People find Extinction Rebellion’s emotive language and approach to climate action comforting. Geary Baulch explains that the Extinction Rebellion talks across the country have created crucial support systems for members of the public who need to talk about their emotional responses to climate fear. “That human, emotional level of dealing with this is how we have grown. Whenever we’re doing actions physically on the ground, with people on the streets, that’s when our reach expands massively. I think there is something inspiring about it.”

On April 15 of 2019, Extinction Rebellion will stage their International Rebellion Week. I hope this year the media will make more space to cheer on a growing number of climate activists demanding systemic changes against climate inaction.

Phone call with climate activist over. Try to write about hope. Drink a beer and take a nap because it’s December 20 and no one else is replying to emails. Most of my writing takes on shape in the moment between wakefulness and napfulness anyway.

The image of the drone followed me into my lull. Was an “eco-warrior” out there making a stand against people like my family who were pumping carbon into the air to join me for a Christian festival of pretending? Still now the drone mystery has not been settled, but people were excited at the prospect of someone taking radical action against polluting infrastructures. It is like an arty b-list film where the plot is never resolved and instead it is the unfolding of the protagonist’s self-awareness which takes centre-stage.

I could not write about hope without addressing the reality that I have not changed my consumer habits enough this year. I still take planes, buy plastic, recycle sloppily, eat meat and fund H&M’s natural resource depletion. I feel the familiar dredge of guilt rather than a wave of fresh hope.

Guilt can root itself so deeply in ourselves and our relations that we barely notice it is there, and this prevents the actions for change that we urgently need to take. We are caught in our own systems and things and systems of things. Is it unreasonable to expect us to identify that beneath the noise, we feel desperately guilty about our environmental inertia? Lots of us are not doing enough, aside from refusing a plastic straw in our gin and tonic, to prevent the climate catastrophe rearing up on us.

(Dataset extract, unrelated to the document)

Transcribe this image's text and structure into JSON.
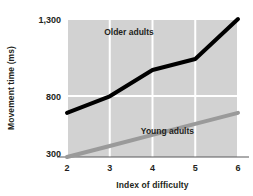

We feel guilty before we achieve change. Guilty for not quitting, or starting, something we should. We do feel calmer once we start our homework, our tax return or begin an overdue, difficult conversation. Until we talk about our collective and individual culpability we cannot begin to dig up the insidious guilt that steels us against progress. We should begin the new year backwards, by addressing the old lies we tell ourselves: that it will be ok, that science will solve it and that the human disposition for pretence has nothing to do with solving the climate crisis.

Humans made this mess, some humans more than others. A human approach to understanding the emotional complexity of inaction is worth a run. My top 2019 tip: a novel public resolution to solve a sticky problem is all the newness we need this year.